I love the ambition of this essay. And how BPL is a place where these deeper topics get attention.
AK – I wondered about this as well–not only the indigenous perspective but how other non-Western contemplative traditions fit into the thesis. The indigenous perspective, for one, is reciprocal. Our culture has taken a long time to understand the value of that perspective, and only recently. (One reference point being the popularity of Robin Wall Kimmerer’s writing.) Buddhist contemplative practice would be another example–letting the natural world flourish for its own sake, which of course also includes us.
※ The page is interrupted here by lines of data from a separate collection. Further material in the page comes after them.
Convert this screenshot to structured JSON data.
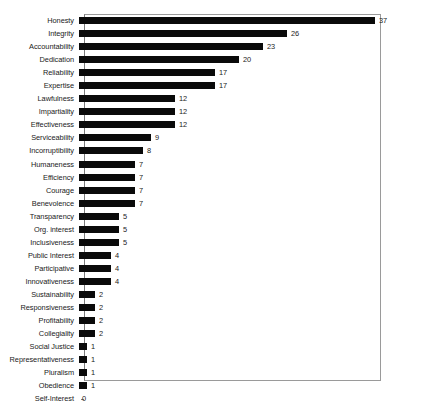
{
  "chart_data": {
    "type": "bar",
    "orientation": "horizontal",
    "title": "",
    "subtitle": "",
    "xlabel": "",
    "ylabel": "",
    "xlim": [
      0,
      37
    ],
    "grid": false,
    "legend": null,
    "show_value_labels": true,
    "axis_ticks_visible": true,
    "categories": [
      "Honesty",
      "Integrity",
      "Accountability",
      "Dedication",
      "Reliability",
      "Expertise",
      "Lawfulness",
      "Impartiality",
      "Effectiveness",
      "Serviceability",
      "Incorruptibility",
      "Humaneness",
      "Efficiency",
      "Courage",
      "Benevolence",
      "Transparency",
      "Org. interest",
      "Inclusiveness",
      "Public Interest",
      "Participative",
      "Innovativeness",
      "Sustainability",
      "Responsiveness",
      "Profitability",
      "Collegiality",
      "Social Justice",
      "Representativeness",
      "Pluralism",
      "Obedience",
      "Self-Interest"
    ],
    "values": [
      37,
      26,
      23,
      20,
      17,
      17,
      12,
      12,
      12,
      9,
      8,
      7,
      7,
      7,
      7,
      5,
      5,
      5,
      4,
      4,
      4,
      2,
      2,
      2,
      2,
      1,
      1,
      1,
      1,
      0
    ],
    "colors": {
      "bar": "#0a0a0a",
      "frame": "#9a9a9a",
      "text": "#1a1a1a",
      "background": "#ffffff"
    }
  }
}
In Ryan’s defense though, I think he was pretty open about using Aristotle as a focused lens, rather than trying to build on a more comprehensive set of viewpoints.
Viewed as a place where we flourish still hints at nature as something instrumental, for our use. It won’t win any political arguments, but isn’t nature valuable for its own sake? As the only intact evidence of the causal chain that produced us? Call it God, or god, or whatever you want, but no matter how granular science explains it all, no amount of names, labels, or systems get to the bottom of the mystery and the inscrutability of it all. Allowing space for that inherent mystery to exist in its fullest form is impossible to price.
All that said, I 100% agree with “a week immersed in news or entertainment passes without transformation. A week in the wilderness can alter one’s entire life trajectory.”